Opinion

Friends in common troubles: McGuinness and the Somme

Tom Collins

Tom Collins

Tom Collins is an Irish News columnist and former editor of the newspaper.

A still from film footage of the Battle of the Somme. Picture by the Imperial War Museum
A still from film footage of the Battle of the Somme. Picture by the Imperial War Museum A still from film footage of the Battle of the Somme. Picture by the Imperial War Museum

FEW years in Irish history are more potent than 1916. So deeply is that year ingrained in our collective psyche that the number alone is enough to describe it. It needs no elaboration.

Like many aspects of our bi-polar society, 1916 means strikingly different things to this island's two main traditions.

We have come through the commemorations of the Easter Rising more or less with our dignity intact. Now Easter yields to July 1 and the 100th anniversary of the beginning of one of the bloodiest episodes in European history: the Battle of the Somme.

It would be a mistake to see the two events as separate. The Easter Rising and the Somme are part of the same narrative - a convulsion in world history as it grappled with the transition from autocracy to democracy, and from empire to self-determination.

Unionists have nurtured the Ulster Division's blood sacrifice on the Somme. It is part of their narrative. History has been crueller to the nationalists who died in the war. Lost in the melee, their deaths were seen as individual acts rather than a collective sacrifice for a common cause. And crueller still, their own people - stunned by the aftermath of the Rising - shunned them.

Private Arthur Baxter, writing of an Irish comrade, said: "When he had his leave from France, he daren't go home, you know. There was a place in London where the like of him went. He told us he'd be killed if he went home, being in the British Army, you see."

The new Ireland that rose from the ashes of Easter 1916 wrote these soldiers out of history. Only in recent years has there been a coming to terms with their lives and loss.

Many Irishmen on the front had torn loyalties. Wearing a British uniform, their cause was Irish home rule. Among them was the poet Francis Ledwidge, who died in Passchendaele. His lament for Thomas MacDonagh is one of the most powerful poems of the Rising. "He shall not hear the bittern cry/in the wild sky, where he is lain."

Like the Rising commemoration, it is important that the Somme anniversary is treated with respect and marked with dignity. It must be used as an opportunity for healing rather than further division.

In that context, the decision by deputy first minister Martin McGuinness to accept an invitation to visit Flanders and the Somme next week is a welcome one.

For too long we have been trapped by history, this visit represents an opportunity to be liberated by it; to reach an understanding of the enormity of the Somme and its impact on the lives of those who fought and died there, those who survived, and their families.

At a most basic human level the Somme is a story of loss and man's inhumanity to man. On the first day 19,240 allied forces soldiers died, and more than 35,000 were wounded; 141 days later more than a million allied and German troops had been injured, and over 300,000 lay dead.

But at another level the Somme is part of our common history - unionist and nationalist, loyalist and republican, militarist and pacifist. By understanding the past, we gain insights that give us a better understanding of today. If we are to take full advantage of that, we need leaders who are brave enough to take risks and who are willing to face up to the past.

The Queen demonstrated that eloquently during her historic visit to the Republic. In the Garden of Remembrance she set the bar high when she had reason enough to demure. Her own family has faced tragedy in Ireland. Mr McGuiness too has reason enough to turn the other way. That he has taken the more difficult course is to his credit.

In conclusion, I'd like to leave you with the words of a private who fought at the Somme. Arthur Wrench wrote these words in November 1916. "Coming through Mailly, I saw a wounded kilty of the Argylls walking arm in arm with a wounded German and passing the coffee stall there. One man ran out with a cup of coffee which he handed to the Argyll. He in turn handed it to his stricken companion after which they limped on their way together, smiling. Enemies an hour ago, but friends in their common troubles. After all, this war is not a personal affair, else there would be no war."

"Friends in common troubles." I can think of no better description of us today.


◆ Your objective ◆
Tally up the lines below that carry the word "series", answering with the figure alone.
[Given records Boundary: Start]
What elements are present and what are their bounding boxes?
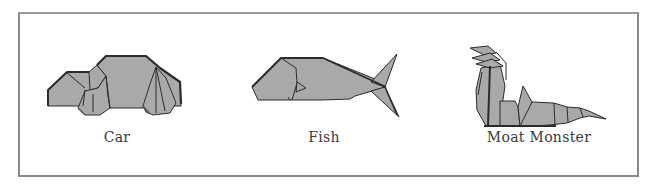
origami-fish-illustration (252, 54, 399, 117)
origami-car-illustration (48, 56, 181, 115)
origami-figures (0, 0, 658, 189)
figure-label-car: Car (104, 129, 131, 145)
figure-label-fish: Fish (308, 129, 340, 145)
origami-moat-monster-illustration (470, 46, 606, 126)
figure-label-moat-monster: Moat Monster (487, 129, 591, 145)
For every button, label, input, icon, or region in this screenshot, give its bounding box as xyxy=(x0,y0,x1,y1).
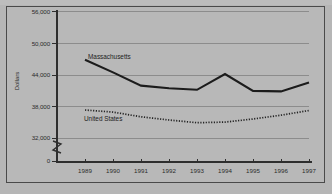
x-tick-label: 1994 xyxy=(218,167,232,174)
gridline xyxy=(57,138,309,139)
x-tick-label: 1993 xyxy=(190,167,204,174)
y-tick-label: 56,000 xyxy=(2,8,50,15)
y-tick-label: 50,000 xyxy=(2,40,50,47)
x-axis-line xyxy=(56,161,312,163)
y-tick-label: 44,000 xyxy=(2,71,50,78)
y-axis-line xyxy=(56,10,58,162)
x-tick-label: 1997 xyxy=(302,167,316,174)
x-tick-mark xyxy=(225,159,226,163)
x-tick-label: 1996 xyxy=(274,167,288,174)
x-tick-mark xyxy=(281,159,282,163)
series-annotation-united-states: United States xyxy=(84,115,122,122)
x-tick-mark xyxy=(113,159,114,163)
gridline xyxy=(57,11,309,12)
y-tick-label: 38,000 xyxy=(2,103,50,110)
gridline xyxy=(57,106,309,107)
x-tick-label: 1990 xyxy=(106,167,120,174)
x-tick-mark xyxy=(253,159,254,163)
x-tick-mark xyxy=(309,159,310,163)
x-tick-mark xyxy=(141,159,142,163)
x-tick-label: 1991 xyxy=(134,167,148,174)
plot-area xyxy=(57,11,309,162)
y-tick-label-zero: 0 xyxy=(2,157,50,164)
x-tick-mark xyxy=(85,159,86,163)
x-tick-label: 1992 xyxy=(162,167,176,174)
series-annotation-massachusetts: Massachusetts xyxy=(88,53,131,60)
chart-figure: 56,000 50,000 44,000 38,000 32,000 0 Dol… xyxy=(0,0,332,194)
x-tick-mark xyxy=(197,159,198,163)
gridline xyxy=(57,75,309,76)
y-axis-title: Dollars xyxy=(14,58,20,104)
gridline xyxy=(57,43,309,44)
x-tick-label: 1995 xyxy=(246,167,260,174)
y-tick-label: 32,000 xyxy=(2,134,50,141)
y-axis-labels: 56,000 50,000 44,000 38,000 32,000 0 xyxy=(0,0,50,194)
x-tick-label: 1989 xyxy=(78,167,92,174)
x-tick-mark xyxy=(169,159,170,163)
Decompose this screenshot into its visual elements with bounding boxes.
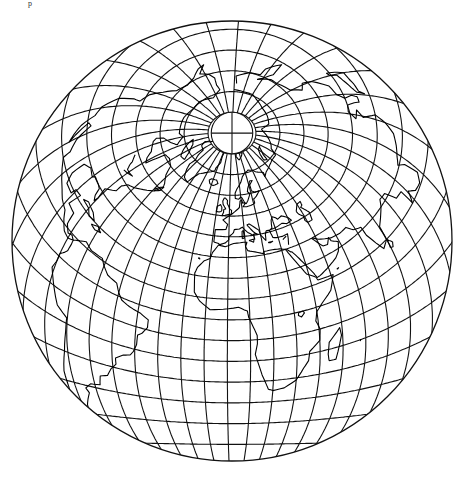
coastline-cyprus (283, 237, 286, 240)
coastline-madagascar (328, 328, 341, 361)
coastline-caspian (296, 201, 312, 222)
coastline-sicily (249, 239, 254, 242)
map-container: p (0, 0, 464, 477)
coastline-arabia (286, 238, 338, 278)
coastline-north-america (62, 65, 220, 240)
coastline-africa (194, 242, 333, 390)
coastline-iceland (209, 179, 218, 186)
coastline-crete (268, 241, 273, 243)
world-map (0, 0, 464, 477)
coastline-mascarene (360, 340, 361, 341)
coastline-canaries (198, 258, 200, 259)
coastline-victoria (298, 311, 304, 317)
coastline-socotra (337, 268, 339, 269)
coastline-south-america (52, 240, 148, 410)
coastline-great-lakes (124, 155, 135, 176)
corner-mark: p (28, 0, 32, 8)
coastline-hispaniola (91, 224, 100, 233)
coastline-iberia-europe (214, 90, 276, 243)
coastline-sri-lanka (387, 240, 393, 248)
coastline-mediterranean-north (214, 216, 292, 245)
coastline-persian-india (236, 65, 420, 249)
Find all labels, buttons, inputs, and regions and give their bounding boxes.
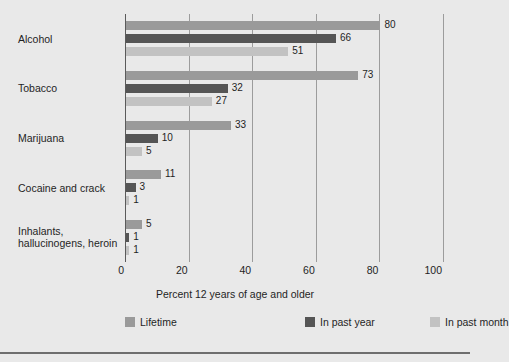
bar-value-label: 73 <box>362 70 373 79</box>
bar <box>126 233 129 242</box>
bar <box>126 196 129 205</box>
bar-value-label: 5 <box>146 219 152 228</box>
plot-area: 806651733227331051131511 <box>125 14 443 262</box>
bar <box>126 134 158 143</box>
bar-value-label: 27 <box>216 96 227 105</box>
bar-value-label: 1 <box>133 245 139 254</box>
bar <box>126 246 129 255</box>
legend-swatch-icon <box>125 317 135 327</box>
x-axis-title: Percent 12 years of age and older <box>0 288 470 300</box>
legend-item[interactable]: In past month <box>430 316 509 328</box>
legend-swatch-icon <box>305 317 315 327</box>
gridline-60 <box>316 14 317 262</box>
x-tick-label-100: 100 <box>424 264 445 276</box>
bar-value-label: 1 <box>133 195 139 204</box>
bar <box>126 121 231 130</box>
legend-swatch-icon <box>430 317 440 327</box>
legend-label: In past year <box>320 316 375 328</box>
bar-value-label: 10 <box>162 133 173 142</box>
bar <box>126 147 142 156</box>
bar-value-label: 66 <box>340 33 351 42</box>
bar-value-label: 51 <box>292 46 303 55</box>
bar-value-label: 11 <box>165 169 175 178</box>
bar <box>126 183 136 192</box>
legend-item[interactable]: In past year <box>305 316 375 328</box>
bottom-divider <box>0 352 470 354</box>
gridline-100 <box>443 14 444 262</box>
bar <box>126 71 358 80</box>
bar <box>126 34 336 43</box>
category-labels: AlcoholTobaccoMarijuanaCocaine and crack… <box>18 14 118 262</box>
legend-item[interactable]: Lifetime <box>125 316 177 328</box>
legend-label: Lifetime <box>140 316 177 328</box>
x-tick-label-0: 0 <box>118 264 127 276</box>
x-tick-label-80: 80 <box>367 264 382 276</box>
bar <box>126 170 161 179</box>
x-tick-label-20: 20 <box>176 264 191 276</box>
legend-label: In past month <box>445 316 509 328</box>
bar <box>126 21 380 30</box>
bar <box>126 84 228 93</box>
bar-value-label: 80 <box>384 20 395 29</box>
chart-legend: LifetimeIn past yearIn past month <box>125 316 445 330</box>
bar-value-label: 33 <box>235 120 246 129</box>
bar <box>126 220 142 229</box>
bar <box>126 97 212 106</box>
x-tick-label-40: 40 <box>240 264 255 276</box>
bar <box>126 47 288 56</box>
bar-value-label: 5 <box>146 146 152 155</box>
bar-value-label: 3 <box>140 182 146 191</box>
gridline-80 <box>379 14 380 262</box>
x-axis-tick-labels: 020406080100 <box>125 264 455 280</box>
bar-value-label: 32 <box>232 83 243 92</box>
x-tick-label-60: 60 <box>303 264 318 276</box>
bar-value-label: 1 <box>133 232 139 241</box>
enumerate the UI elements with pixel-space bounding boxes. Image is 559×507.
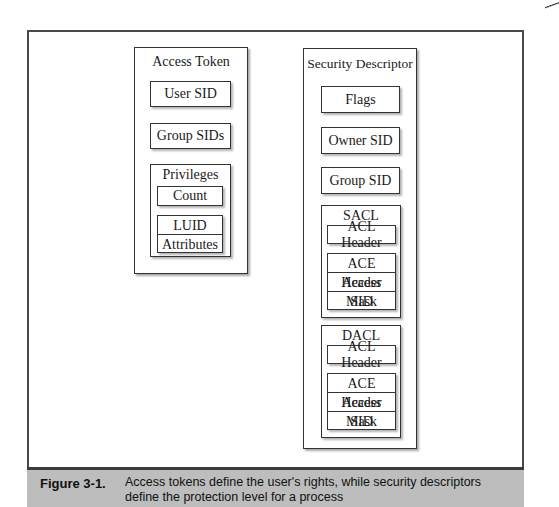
group-sid-field: Group SID bbox=[321, 167, 400, 194]
page-corner-mark bbox=[545, 0, 559, 10]
user-sid-label: User SID bbox=[164, 86, 217, 102]
sacl-sid-field: SID bbox=[328, 292, 395, 311]
group-sid-label: Group SID bbox=[330, 173, 392, 189]
dacl-acl-header-field: ACL Header bbox=[327, 345, 396, 364]
group-sids-field: Group SIDs bbox=[150, 123, 231, 149]
dacl-box: DACL ACL Header ACE Header Access Mask S… bbox=[321, 325, 401, 438]
user-sid-field: User SID bbox=[150, 81, 231, 107]
sacl-acl-header-label: ACL Header bbox=[328, 219, 395, 251]
security-descriptor-title: Security Descriptor bbox=[304, 56, 416, 72]
access-token-title: Access Token bbox=[135, 54, 247, 70]
privileges-title: Privileges bbox=[151, 167, 230, 183]
dacl-ace-header-field: ACE Header bbox=[328, 374, 395, 393]
privileges-count-field: Count bbox=[157, 186, 223, 206]
caption-text: Access tokens define the user's rights, … bbox=[125, 475, 510, 505]
dacl-ace-stack: ACE Header Access Mask SID bbox=[327, 373, 396, 430]
flags-field: Flags bbox=[321, 86, 400, 113]
owner-sid-label: Owner SID bbox=[328, 133, 392, 149]
owner-sid-field: Owner SID bbox=[321, 127, 400, 154]
sacl-access-mask-field: Access Mask bbox=[328, 273, 395, 292]
dacl-sid-field: SID bbox=[328, 412, 395, 431]
privileges-count-label: Count bbox=[173, 188, 207, 204]
figure-number: Figure 3-1. bbox=[40, 476, 106, 491]
sacl-acl-header-field: ACL Header bbox=[327, 225, 396, 244]
security-descriptor-box: Security Descriptor Flags Owner SID Grou… bbox=[303, 48, 417, 449]
sacl-box: SACL ACL Header ACE Header Access Mask S… bbox=[321, 205, 401, 318]
flags-label: Flags bbox=[345, 92, 375, 108]
group-sids-label: Group SIDs bbox=[157, 128, 224, 144]
dacl-acl-header-label: ACL Header bbox=[328, 339, 395, 371]
attributes-field: Attributes bbox=[158, 235, 222, 254]
dacl-access-mask-field: Access Mask bbox=[328, 393, 395, 412]
sacl-ace-header-field: ACE Header bbox=[328, 254, 395, 273]
privilege-entry-stack: LUID Attributes bbox=[157, 215, 223, 253]
figure-caption: Figure 3-1. Access tokens define the use… bbox=[27, 467, 524, 507]
luid-field: LUID bbox=[158, 216, 222, 235]
privileges-box: Privileges Count LUID Attributes bbox=[150, 164, 231, 257]
access-token-box: Access Token User SID Group SIDs Privile… bbox=[134, 47, 248, 274]
sacl-ace-stack: ACE Header Access Mask SID bbox=[327, 253, 396, 310]
figure-frame: Access Token User SID Group SIDs Privile… bbox=[27, 30, 524, 506]
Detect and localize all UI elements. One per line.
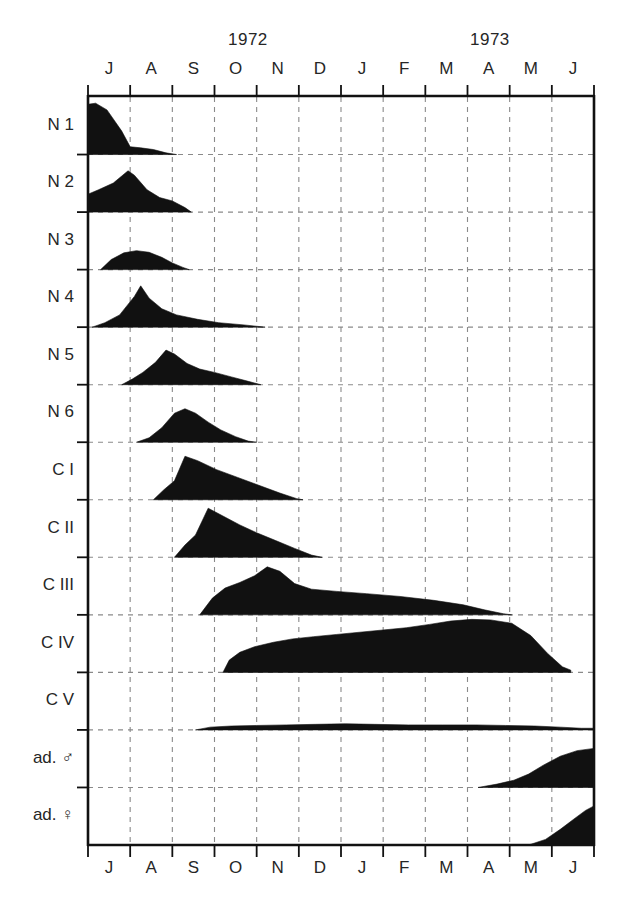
density-curve-n6 [136, 409, 256, 442]
month-label-top: S [172, 59, 214, 79]
plot-canvas [0, 0, 624, 910]
stage-label-c2: C II [0, 518, 74, 538]
density-curve-c5 [196, 724, 594, 730]
month-label-top: J [341, 59, 383, 79]
month-label-bottom: J [552, 858, 594, 878]
density-curve-n5 [122, 350, 261, 385]
density-curve-n2 [88, 171, 191, 212]
month-label-top: M [510, 59, 552, 79]
month-label-bottom: M [510, 858, 552, 878]
stage-label-c4: C IV [0, 633, 74, 653]
month-label-bottom: S [172, 858, 214, 878]
month-label-bottom: M [425, 858, 467, 878]
month-label-bottom: J [88, 858, 130, 878]
month-label-top: A [130, 59, 172, 79]
month-label-top: J [88, 59, 130, 79]
density-curve-adf [529, 806, 594, 845]
stage-label-n4: N 4 [0, 287, 74, 307]
month-label-top: F [383, 59, 425, 79]
stage-label-n5: N 5 [0, 345, 74, 365]
density-curve-n3 [101, 251, 190, 270]
stage-label-adf: ad. ♀ [0, 805, 74, 825]
month-label-bottom: O [215, 858, 257, 878]
month-label-bottom: N [257, 858, 299, 878]
density-curve-c2 [174, 508, 322, 557]
stage-label-adm: ad. ♂ [0, 748, 74, 768]
stage-label-c3: C III [0, 575, 74, 595]
month-label-bottom: J [341, 858, 383, 878]
density-curve-adm [478, 748, 594, 787]
stage-label-n2: N 2 [0, 172, 74, 192]
month-label-top: M [425, 59, 467, 79]
density-curve-n4 [92, 286, 265, 327]
month-label-bottom: F [383, 858, 425, 878]
month-label-bottom: A [130, 858, 172, 878]
month-label-top: N [257, 59, 299, 79]
month-label-top: O [215, 59, 257, 79]
density-curve-c1 [153, 456, 303, 500]
stage-label-c5: C V [0, 690, 74, 710]
density-curve-c3 [200, 567, 512, 615]
stage-label-n1: N 1 [0, 115, 74, 135]
year-label: 1973 [470, 30, 510, 50]
phenology-chart: 19721973JJAASSOONNDDJJFFMMAAMMJJN 1N 2N … [0, 0, 624, 910]
month-label-top: A [468, 59, 510, 79]
month-label-bottom: D [299, 858, 341, 878]
month-label-top: D [299, 59, 341, 79]
stage-label-n3: N 3 [0, 230, 74, 250]
month-label-top: J [552, 59, 594, 79]
month-label-bottom: A [468, 858, 510, 878]
density-curve-n1 [88, 103, 177, 154]
stage-label-n6: N 6 [0, 402, 74, 422]
density-curve-c4 [223, 619, 571, 672]
stage-label-c1: C I [0, 460, 74, 480]
year-label: 1972 [228, 30, 268, 50]
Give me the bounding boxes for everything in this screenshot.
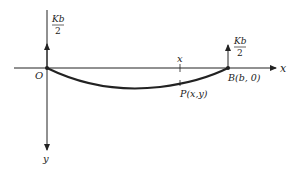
point-p-label: P(x,y) (179, 88, 208, 99)
right-force-numerator: Kb (233, 36, 247, 46)
x-axis-label: x (280, 62, 287, 75)
y-axis-label: y (42, 153, 49, 164)
x-tick-label: x (177, 53, 183, 64)
deflection-diagram: x y O B(b, 0) x P(x,y) Kb 2 Kb 2 (0, 0, 295, 174)
right-force-denominator: 2 (237, 48, 243, 58)
left-force-denominator: 2 (55, 26, 61, 36)
origin-label: O (35, 70, 43, 81)
left-force-numerator: Kb (51, 14, 65, 24)
deflection-curve (47, 68, 228, 88)
point-b-label: B(b, 0) (227, 72, 261, 83)
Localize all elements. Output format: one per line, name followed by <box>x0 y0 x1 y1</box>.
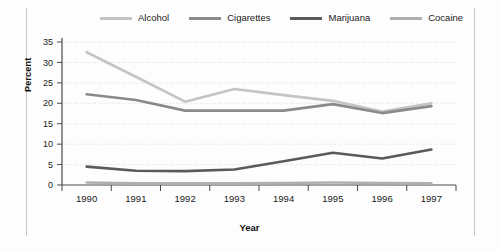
legend-swatch-marijuana <box>290 17 322 20</box>
x-tick-label-1995: 1995 <box>322 193 343 204</box>
legend-label-cigarettes: Cigarettes <box>227 13 270 23</box>
y-tick-label-0: 0 <box>48 180 53 190</box>
legend-label-cocaine: Cocaine <box>428 13 463 23</box>
y-tick-label-35: 35 <box>43 37 53 47</box>
x-tick-label-1996: 1996 <box>372 193 393 204</box>
x-tick-label-1992: 1992 <box>175 193 196 204</box>
x-axis-label: Year <box>0 222 499 233</box>
legend-swatch-alcohol <box>100 17 132 20</box>
plot-area: 0510152025303519901991199219931994199519… <box>0 30 499 215</box>
line-chart-svg: 0510152025303519901991199219931994199519… <box>0 30 499 215</box>
y-tick-label-15: 15 <box>43 119 53 129</box>
x-tick-label-1991: 1991 <box>125 193 146 204</box>
legend-item-alcohol[interactable]: Alcohol <box>100 13 169 23</box>
x-tick-label-1990: 1990 <box>76 193 97 204</box>
legend-label-alcohol: Alcohol <box>138 13 169 23</box>
x-tick-label-1997: 1997 <box>421 193 442 204</box>
y-tick-label-25: 25 <box>43 78 53 88</box>
legend-swatch-cigarettes <box>189 17 221 20</box>
legend-item-cigarettes[interactable]: Cigarettes <box>189 13 270 23</box>
series-line-cocaine <box>87 183 432 184</box>
legend-swatch-cocaine <box>390 17 422 20</box>
legend-label-marijuana: Marijuana <box>328 13 370 23</box>
y-tick-label-5: 5 <box>48 160 53 170</box>
y-tick-label-20: 20 <box>43 98 53 108</box>
chart-container: AlcoholCigarettesMarijuanaCocaine 051015… <box>0 0 499 251</box>
x-tick-label-1994: 1994 <box>273 193 294 204</box>
legend-item-cocaine[interactable]: Cocaine <box>390 13 463 23</box>
y-axis-label: Percent <box>23 58 33 92</box>
series-line-marijuana <box>87 149 432 171</box>
x-tick-label-1993: 1993 <box>224 193 245 204</box>
chart-legend: AlcoholCigarettesMarijuanaCocaine <box>100 11 463 25</box>
legend-item-marijuana[interactable]: Marijuana <box>290 13 370 23</box>
y-tick-label-10: 10 <box>43 139 53 149</box>
y-tick-label-30: 30 <box>43 58 53 68</box>
series-line-alcohol <box>87 52 432 111</box>
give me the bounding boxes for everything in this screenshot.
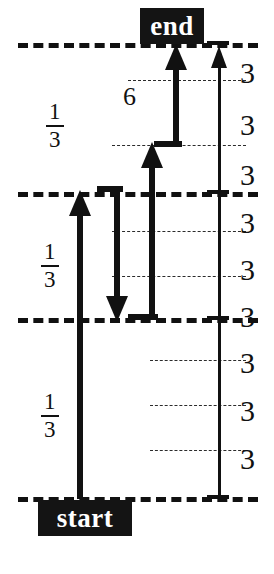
fraction-middle-denominator: 3	[41, 268, 59, 291]
arrow-start-to-mid-head	[69, 190, 91, 216]
ruler-label-4: 3	[240, 208, 255, 238]
ruler-label-2: 3	[240, 110, 255, 140]
ruler-axis	[218, 66, 221, 499]
ruler-tick-third-2	[207, 190, 229, 194]
ruler-tick-start	[207, 495, 229, 499]
arrow-mid-down-head	[106, 296, 128, 322]
fraction-middle: 1 3	[41, 240, 59, 291]
ruler-label-8: 3	[240, 396, 255, 426]
minor-line-6	[150, 405, 246, 406]
minor-line-3	[112, 231, 246, 232]
arrow-start-to-mid-stem	[77, 212, 83, 499]
arrow-minor-to-end-stem	[173, 66, 179, 144]
fraction-top: 1 3	[46, 100, 64, 151]
ruler-label-7: 3	[240, 348, 255, 378]
six-label: 6	[123, 84, 136, 110]
minor-line-1	[128, 80, 246, 81]
ruler-label-6: 3	[240, 302, 255, 332]
ruler-label-5: 3	[240, 255, 255, 285]
arrow-mid-down-stem	[114, 189, 120, 299]
fraction-middle-numerator: 1	[41, 240, 59, 263]
arrow-mid-to-minor-stem	[149, 165, 155, 317]
ruler-tick-third-1	[207, 316, 229, 320]
fraction-bottom-denominator: 3	[41, 418, 59, 441]
ruler-tick-end	[207, 41, 229, 45]
ruler-axis-arrowhead	[211, 46, 227, 68]
fraction-top-denominator: 3	[46, 128, 64, 151]
arrow-minor-to-end-head	[165, 44, 187, 70]
fraction-bottom: 1 3	[41, 390, 59, 441]
minor-line-4	[112, 276, 246, 277]
minor-line-7	[150, 450, 246, 451]
end-tag: end	[140, 8, 204, 44]
fraction-bottom-numerator: 1	[41, 390, 59, 413]
ruler-label-3: 3	[240, 160, 255, 190]
fraction-top-numerator: 1	[46, 100, 64, 123]
start-tag: start	[38, 500, 132, 536]
minor-line-5	[150, 360, 246, 361]
ruler-label-1: 3	[240, 58, 255, 88]
diagram-canvas: 3 3 3 3 3 3 3 3 3 6 1 3 1 3 1 3 end star…	[0, 0, 274, 574]
ruler-label-9: 3	[240, 444, 255, 474]
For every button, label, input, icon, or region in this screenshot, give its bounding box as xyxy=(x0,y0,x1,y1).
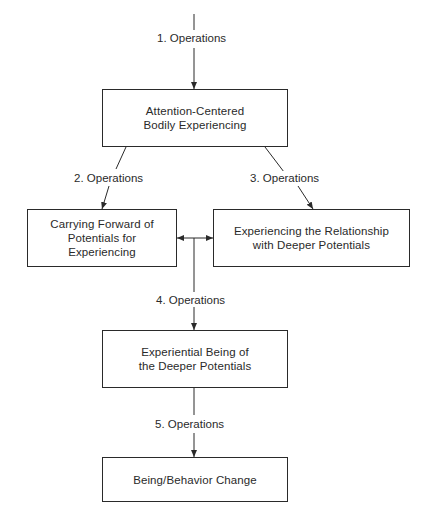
flowchart-diagram: 1. Operations 2. Operations 3. Operation… xyxy=(0,0,427,532)
node-label-line: Carrying Forward of xyxy=(50,217,154,231)
node-label-line: Bodily Experiencing xyxy=(144,118,247,132)
node-experiencing-the-relationship: Experiencing the Relationship with Deepe… xyxy=(213,209,410,267)
node-attention-centered-bodily-experiencing: Attention-Centered Bodily Experiencing xyxy=(102,89,288,147)
node-being-behavior-change: Being/Behavior Change xyxy=(102,457,288,502)
edge-n1-to-n2-lower xyxy=(102,186,109,209)
edge-n1-to-n3-lower xyxy=(298,186,313,209)
edge-label-op4: 4. Operations xyxy=(154,293,227,307)
edge-label-op2: 2. Operations xyxy=(72,171,145,185)
edge-label-op1: 1. Operations xyxy=(155,31,228,45)
edge-label-op3: 3. Operations xyxy=(248,171,321,185)
edge-label-op5: 5. Operations xyxy=(153,417,226,431)
node-label-line: Attention-Centered xyxy=(146,104,244,118)
node-label-line: Experiential Being of xyxy=(141,345,249,359)
node-label-line: Potentials for xyxy=(68,231,137,245)
edge-n1-to-n3-upper xyxy=(265,147,284,172)
node-experiential-being-of-deeper-potentials: Experiential Being of the Deeper Potenti… xyxy=(102,330,288,388)
node-label-line: Experiencing the Relationship xyxy=(234,224,389,238)
node-label-line: Being/Behavior Change xyxy=(133,473,257,487)
node-label-line: with Deeper Potentials xyxy=(253,238,370,252)
node-carrying-forward-of-potentials: Carrying Forward of Potentials for Exper… xyxy=(27,209,177,267)
node-label-line: the Deeper Potentials xyxy=(139,359,252,373)
node-label-line: Experiencing xyxy=(68,245,136,259)
edge-n1-to-n2-upper xyxy=(116,147,126,169)
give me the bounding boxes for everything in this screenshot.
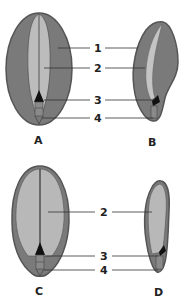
seed-c xyxy=(12,166,69,276)
seed-a xyxy=(6,13,72,125)
callout-2: 2 xyxy=(94,62,102,75)
panel-label-a: A xyxy=(34,134,43,147)
callout-3: 3 xyxy=(94,94,102,107)
seed-d xyxy=(145,181,170,272)
panel-label-c: C xyxy=(35,285,43,298)
seed-b-radicle xyxy=(151,106,157,118)
callout-3-bottom: 3 xyxy=(100,250,108,263)
seed-d-radicle xyxy=(156,256,163,269)
callout-4: 4 xyxy=(94,112,102,125)
seed-a-radicle xyxy=(35,102,43,116)
callout-4-bottom: 4 xyxy=(100,264,108,277)
callout-2-bottom: 2 xyxy=(100,206,108,219)
panel-label-b: B xyxy=(148,136,156,149)
seed-diagram: 1 2 3 4 A B 2 3 4 C D xyxy=(0,0,186,306)
seed-d-endosperm xyxy=(148,184,166,254)
seed-b xyxy=(133,22,178,121)
panel-label-d: D xyxy=(154,286,163,299)
callout-1: 1 xyxy=(94,42,102,55)
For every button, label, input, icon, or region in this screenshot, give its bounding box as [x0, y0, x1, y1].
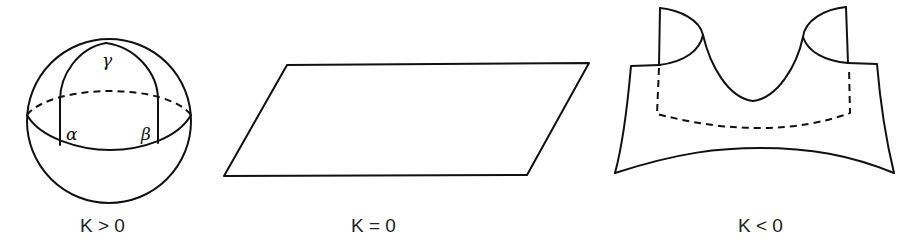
[Given records Boundary: End]
◆ Exercise answer ◆
5